SADDNS is a tool for launching the DNS cache poisoning attack. It infers the ephemeral port number and TxID by exploiting ICMP global rate limit as a side channel.
- Scan ephemeral ports opened by the resolver.
- Brute force TxID.
The side channel leverage the global rate limit counter as a shared resource (between the spoofed and non-spoofed IPs), which controls whether an ICMP reply should be sent or not. This gives the off-path attacker the ability to identify whether previous spoofed UDP port probing packets solicited ICMP replies or not.
The following figure shows the detail of inferring ephemeral ports.
- DNS software like BIND uses
connect()
for their northbound query sockets, which renders the port only discoverable by the NS' IP address. - Bypass per-IP ICMP rate limit.
DNS Cache Poisoning Attack Reloaded: Revolutions with Side Channels
Keyu Man, Zhiyun Qian, Zhongjie Wang, Xiaofeng Zheng, Youjun Huang, Haixin Duan
In Proceedings of ACM Conference on Computer and Communications Security (CCS`20), November 9-13, 2020, Virtual Event, USA.
The attack tool is implemented in two languages: Go and C.
The files in /saddns_go
belong to Go implementation of the attack. This is the major version we maintained and contains many features to facilitate the attack. The author is Keyu Man. The detailed running instruction can be found at saddns_go/Readme.md.
The C version files are in /saddns_c
and we are giving credits to our collaborator @wonderqs. The C version has a better performance and for people who are not familiar with Go. The detailed running instruction can be found at saddns_c/README.md.
Please submit them by opening a new issue.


ASSIGNMENT:
Quote the listing below in full and exactly as written, but omit every picture.

SOURCE DATA:
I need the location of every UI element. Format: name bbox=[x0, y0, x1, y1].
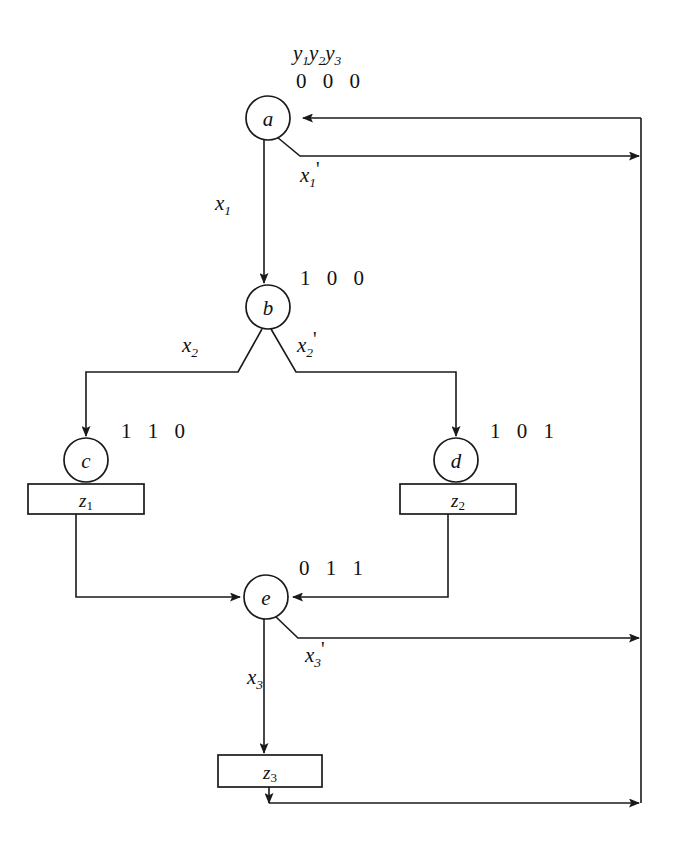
edge-label-x2-prime-text: x2' bbox=[296, 328, 317, 360]
state-code-e: 0 1 1 bbox=[299, 556, 369, 580]
edge-e-x3prime-line bbox=[275, 616, 639, 638]
edge-label-x3p-prime: ' bbox=[321, 638, 325, 660]
output-box-z1-sub: 1 bbox=[86, 498, 93, 513]
state-code-d: 1 0 1 bbox=[490, 419, 560, 443]
state-variable-header-text: y1y2y3 bbox=[291, 41, 341, 68]
output-box-z3[interactable]: z3 bbox=[218, 755, 322, 787]
edge-label-x1-prime-text: x1' bbox=[299, 158, 320, 190]
state-node-d[interactable]: d bbox=[434, 438, 478, 482]
edge-label-x2-prime: x2' bbox=[296, 328, 317, 360]
var-y3-sub: 3 bbox=[333, 53, 341, 68]
var-y3-base: y bbox=[323, 41, 335, 65]
state-node-a[interactable]: a bbox=[246, 96, 290, 140]
output-box-z3-sub: 3 bbox=[270, 770, 277, 785]
state-code-c: 1 1 0 bbox=[121, 419, 191, 443]
edge-c-z1-to-e-line bbox=[76, 514, 240, 597]
edge-label-x3: x3 bbox=[246, 665, 263, 692]
edge-label-x1: x1 bbox=[214, 191, 231, 218]
diagram-canvas: bus ============ --> b ============ --> … bbox=[0, 0, 683, 844]
state-node-b-label: b bbox=[263, 296, 274, 320]
edge-label-x1-text: x1 bbox=[214, 191, 231, 218]
output-box-z2[interactable]: z2 bbox=[400, 484, 516, 514]
state-node-b[interactable]: b bbox=[246, 285, 290, 329]
state-diagram-root: bus ============ --> b ============ --> … bbox=[0, 0, 683, 844]
var-y2-base: y bbox=[307, 41, 319, 65]
edge-a-x1prime-line bbox=[277, 137, 639, 156]
state-node-e[interactable]: e bbox=[244, 575, 288, 619]
state-node-c[interactable]: c bbox=[64, 438, 108, 482]
output-box-z2-sub: 2 bbox=[458, 498, 465, 513]
edge-label-x1p-sub: 1 bbox=[309, 175, 316, 190]
edge-label-x3-text: x3 bbox=[246, 665, 263, 692]
edge-a-x1prime-to-bus bbox=[277, 137, 639, 156]
var-y1-base: y bbox=[291, 41, 303, 65]
state-code-a: 0 0 0 bbox=[296, 69, 366, 93]
edge-label-x2: x2 bbox=[181, 333, 198, 360]
edge-label-x1-sub: 1 bbox=[224, 203, 231, 218]
edge-label-x3-prime-text: x3' bbox=[304, 638, 325, 670]
edge-label-x1-prime: x1' bbox=[299, 158, 320, 190]
state-code-b: 1 0 0 bbox=[300, 266, 370, 290]
state-variable-header: y1y2y3 bbox=[291, 41, 341, 68]
edge-label-x2-text: x2 bbox=[181, 333, 198, 360]
output-box-z1[interactable]: z1 bbox=[28, 484, 144, 514]
edge-label-x2p-prime: ' bbox=[313, 328, 317, 350]
edge-label-x2-sub: 2 bbox=[191, 345, 198, 360]
state-node-c-label: c bbox=[81, 449, 91, 473]
edge-e-x3prime-to-bus bbox=[275, 616, 639, 638]
edge-z3-to-bus bbox=[269, 787, 639, 803]
edge-c-z1-to-e bbox=[76, 514, 240, 597]
edge-label-x3-prime: x3' bbox=[304, 638, 325, 670]
state-node-a-label: a bbox=[263, 107, 274, 131]
state-node-d-label: d bbox=[451, 449, 462, 473]
edge-label-x1p-prime: ' bbox=[316, 158, 320, 180]
state-node-e-label: e bbox=[261, 586, 270, 610]
edge-label-x3-sub: 3 bbox=[255, 677, 263, 692]
var-y1-sub: 1 bbox=[302, 53, 309, 68]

OUTPUT BELOW:
I need the location of every UI element. Format: name bbox=[x0, y0, x1, y1].
edge-label-x2-prime-text: x2' bbox=[296, 328, 317, 360]
state-code-e: 0 1 1 bbox=[299, 556, 369, 580]
edge-e-x3prime-line bbox=[275, 616, 639, 638]
edge-label-x3p-prime: ' bbox=[321, 638, 325, 660]
output-box-z1-sub: 1 bbox=[86, 498, 93, 513]
state-code-d: 1 0 1 bbox=[490, 419, 560, 443]
state-variable-header-text: y1y2y3 bbox=[291, 41, 341, 68]
output-box-z3[interactable]: z3 bbox=[218, 755, 322, 787]
edge-label-x1-prime-text: x1' bbox=[299, 158, 320, 190]
state-node-d[interactable]: d bbox=[434, 438, 478, 482]
edge-label-x2-prime: x2' bbox=[296, 328, 317, 360]
var-y3-sub: 3 bbox=[333, 53, 341, 68]
var-y3-base: y bbox=[323, 41, 335, 65]
state-node-a[interactable]: a bbox=[246, 96, 290, 140]
output-box-z3-sub: 3 bbox=[270, 770, 277, 785]
state-code-c: 1 1 0 bbox=[121, 419, 191, 443]
edge-c-z1-to-e-line bbox=[76, 514, 240, 597]
edge-label-x3: x3 bbox=[246, 665, 263, 692]
edge-label-x1: x1 bbox=[214, 191, 231, 218]
diagram-canvas: bus ============ --> b ============ --> … bbox=[0, 0, 683, 844]
state-node-b-label: b bbox=[263, 296, 274, 320]
edge-label-x1-text: x1 bbox=[214, 191, 231, 218]
output-box-z2[interactable]: z2 bbox=[400, 484, 516, 514]
state-node-b[interactable]: b bbox=[246, 285, 290, 329]
state-diagram-root: bus ============ --> b ============ --> … bbox=[0, 0, 683, 844]
var-y2-base: y bbox=[307, 41, 319, 65]
edge-a-x1prime-line bbox=[277, 137, 639, 156]
state-node-e[interactable]: e bbox=[244, 575, 288, 619]
state-node-c[interactable]: c bbox=[64, 438, 108, 482]
output-box-z2-sub: 2 bbox=[458, 498, 465, 513]
edge-label-x1p-sub: 1 bbox=[309, 175, 316, 190]
edge-label-x3-text: x3 bbox=[246, 665, 263, 692]
edge-a-x1prime-to-bus bbox=[277, 137, 639, 156]
var-y1-base: y bbox=[291, 41, 303, 65]
state-code-a: 0 0 0 bbox=[296, 69, 366, 93]
edge-label-x2: x2 bbox=[181, 333, 198, 360]
edge-label-x1-sub: 1 bbox=[224, 203, 231, 218]
edge-label-x3-prime-text: x3' bbox=[304, 638, 325, 670]
edge-label-x1-prime: x1' bbox=[299, 158, 320, 190]
state-code-b: 1 0 0 bbox=[300, 266, 370, 290]
state-variable-header: y1y2y3 bbox=[291, 41, 341, 68]
edge-label-x2-text: x2 bbox=[181, 333, 198, 360]
output-box-z1[interactable]: z1 bbox=[28, 484, 144, 514]
edge-label-x2p-prime: ' bbox=[313, 328, 317, 350]
edge-label-x2-sub: 2 bbox=[191, 345, 198, 360]
state-node-c-label: c bbox=[81, 449, 91, 473]
edge-e-x3prime-to-bus bbox=[275, 616, 639, 638]
edge-z3-to-bus bbox=[269, 787, 639, 803]
edge-c-z1-to-e bbox=[76, 514, 240, 597]
edge-label-x3-prime: x3' bbox=[304, 638, 325, 670]
state-node-a-label: a bbox=[263, 107, 274, 131]
state-node-d-label: d bbox=[451, 449, 462, 473]
edge-label-x1p-prime: ' bbox=[316, 158, 320, 180]
state-node-e-label: e bbox=[261, 586, 270, 610]
edge-label-x3-sub: 3 bbox=[255, 677, 263, 692]
var-y1-sub: 1 bbox=[302, 53, 309, 68]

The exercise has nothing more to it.